Skift: You’ve raised much money over the last two years. How challenging has it been to scale?
Meir: It’s challenging; we’ve raised 75 million dollars. Most of it was last year, and we went from 20 people two years ago to over 250 today, and we’ll probably finish the year with around 400, more or less. Most of us are in Barcelona; we have opened one in Berlin and will keep opening more local offices, both fit for sales and management support. So it’s been very challenging; I think the main part is that you could slow down because you have so many people. That’s something we’re really [willing to do]; we’re a company that still grows like hundreds of percent a year, high hundreds, right, so not just two hundred, in revenue, right? So, it went from the single-digit median to hundreds of millions of dollars in sales in two years.
Everything has to change every six months. The system needs to change; sometimes, your team needs to change. The priority is always: let’s not slow down, keep fixing whatever problem our travelers and our users have, and focus on the impact. Sometimes, you can get confused by, “Oh wow, we have so many researchers that we can do everything.” I mean, that’s true in travel, especially in business travel, I would argue, because everything else that existed up until two or three years ago sucked so much; you have so much opportunity. You can go there, go to geography, size of the company, size of the product, what you’re selling, everything; you have endless opportunities, and that’s the risk.
Skift: What do you think of the US-based business travel startups partnering with the biggest travel management companies in the world? Is that ever something you’d consider for Travelperk?
Meir: No. Of course, we know, we speak with everybody, and it’s a small world, right, so it’s good to be friendly with everybody. We feel like we could do better work in providing the experience to our customers. And there’s a lot of value in controlling the incident, including the service side.
Many of these deals you mentioned have a component where the service is outsourced to a bigger TMC, Lola will do the technology, Upside will do the technology for them, etc. This is breaking one of the most important things we do: provide a service. I don’t doubt that Amex can offer an amazing service, but I can provide better service through my travelers’ products. So that’s what drives our decision to keep the experience end-to-end. You never know what will happen in the future, but we focus on not doing cuts right now.

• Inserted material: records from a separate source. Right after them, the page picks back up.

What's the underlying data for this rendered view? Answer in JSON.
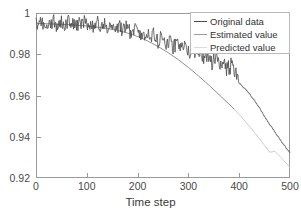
{
  "chart_data": {
    "type": "line",
    "title": "",
    "xlabel": "Time step",
    "ylabel": "",
    "xlim": [
      0,
      500
    ],
    "ylim": [
      0.92,
      1.0
    ],
    "xticks": [
      "0",
      "100",
      "200",
      "300",
      "400",
      "500"
    ],
    "xtick_values": [
      0,
      100,
      200,
      300,
      400,
      500
    ],
    "yticks": [
      "0.92",
      "0.94",
      "0.96",
      "0.98",
      "1"
    ],
    "ytick_values": [
      0.92,
      0.94,
      0.96,
      0.98,
      1.0
    ],
    "grid": false,
    "legend_position": "upper right",
    "series": [
      {
        "name": "Original data",
        "color": "#4d4d4d",
        "x": [
          0,
          5,
          10,
          15,
          20,
          25,
          30,
          35,
          40,
          45,
          50,
          55,
          60,
          65,
          70,
          75,
          80,
          85,
          90,
          95,
          100,
          105,
          110,
          115,
          120,
          125,
          130,
          135,
          140,
          145,
          150,
          155,
          160,
          165,
          170,
          175,
          180,
          185,
          190,
          195,
          200,
          205,
          210,
          215,
          220,
          225,
          230,
          235,
          240,
          245,
          250,
          255,
          260,
          265,
          270,
          275,
          280,
          285,
          290,
          295,
          300,
          305,
          310,
          315,
          320,
          325,
          330,
          335,
          340,
          345,
          350,
          355,
          360,
          365,
          370,
          375,
          380,
          385,
          390,
          395,
          400,
          405,
          410,
          415,
          420,
          425,
          430,
          435,
          440,
          445,
          450,
          455,
          460,
          465,
          470,
          475,
          480,
          485,
          490,
          495,
          500
        ],
        "values": [
          0.9952,
          0.9938,
          0.9961,
          0.9944,
          0.993,
          0.9957,
          0.9941,
          0.9968,
          0.9935,
          0.995,
          0.9962,
          0.9933,
          0.9947,
          0.9971,
          0.994,
          0.9955,
          0.9929,
          0.9958,
          0.9943,
          0.9966,
          0.9936,
          0.9951,
          0.9925,
          0.9948,
          0.996,
          0.9931,
          0.9945,
          0.9953,
          0.9922,
          0.994,
          0.9928,
          0.9946,
          0.9918,
          0.9935,
          0.9908,
          0.9926,
          0.994,
          0.9902,
          0.992,
          0.9933,
          0.9895,
          0.9912,
          0.9878,
          0.9898,
          0.9915,
          0.987,
          0.9888,
          0.9902,
          0.9858,
          0.9875,
          0.9888,
          0.9845,
          0.9862,
          0.9874,
          0.9832,
          0.9848,
          0.9861,
          0.9818,
          0.9835,
          0.9846,
          0.9802,
          0.982,
          0.9832,
          0.9788,
          0.9805,
          0.9816,
          0.9772,
          0.979,
          0.98,
          0.9756,
          0.9772,
          0.9784,
          0.974,
          0.9755,
          0.9766,
          0.9722,
          0.9738,
          0.9748,
          0.9704,
          0.9718,
          0.966,
          0.9648,
          0.9636,
          0.9622,
          0.9608,
          0.9592,
          0.9576,
          0.9558,
          0.954,
          0.952,
          0.9498,
          0.9478,
          0.946,
          0.9442,
          0.9424,
          0.9406,
          0.9388,
          0.937,
          0.9354,
          0.9338,
          0.9322
        ]
      },
      {
        "name": "Estimated value",
        "color": "#8f8f8f",
        "x": [
          0,
          20,
          40,
          60,
          80,
          100,
          120,
          140,
          160,
          180,
          200,
          220,
          240,
          260,
          280,
          300,
          320,
          340,
          360,
          380,
          390
        ],
        "values": [
          0.995,
          0.9948,
          0.9946,
          0.9944,
          0.9941,
          0.9937,
          0.9932,
          0.9925,
          0.9916,
          0.9903,
          0.9886,
          0.9864,
          0.9838,
          0.9808,
          0.9774,
          0.9736,
          0.9695,
          0.9651,
          0.9605,
          0.9558,
          0.9534
        ]
      },
      {
        "name": "Predicted value",
        "color": "#c8c8c8",
        "x": [
          390,
          400,
          410,
          420,
          430,
          440,
          450,
          460,
          470,
          480,
          490,
          500
        ],
        "values": [
          0.9534,
          0.9508,
          0.948,
          0.9451,
          0.9421,
          0.939,
          0.9358,
          0.9325,
          0.933,
          0.9305,
          0.9278,
          0.925
        ]
      }
    ]
  },
  "legend": {
    "items": [
      {
        "label": "Original data",
        "color": "#4d4d4d"
      },
      {
        "label": "Estimated value",
        "color": "#9b9b9b"
      },
      {
        "label": "Predicted value",
        "color": "#d2d2d2"
      }
    ]
  },
  "axis": {
    "x_title": "Time step"
  }
}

It’s been tough to explain to the board why we’re not optimizing by outsourcing through an agency in our early days, but I think everybody sees it now. To see such a different customer behavior, if you can provide an amazing experience, you can control it… It would have been easier to outsource that to an agency, but I’m not interested in being a nice front-end to what should be a service, right? I’m not saying that a specific player is shitty, but I’m just not interested in that. I want to be a great front-end for an amazing service, and right now, the only way we can provide it is by doing everything, including service.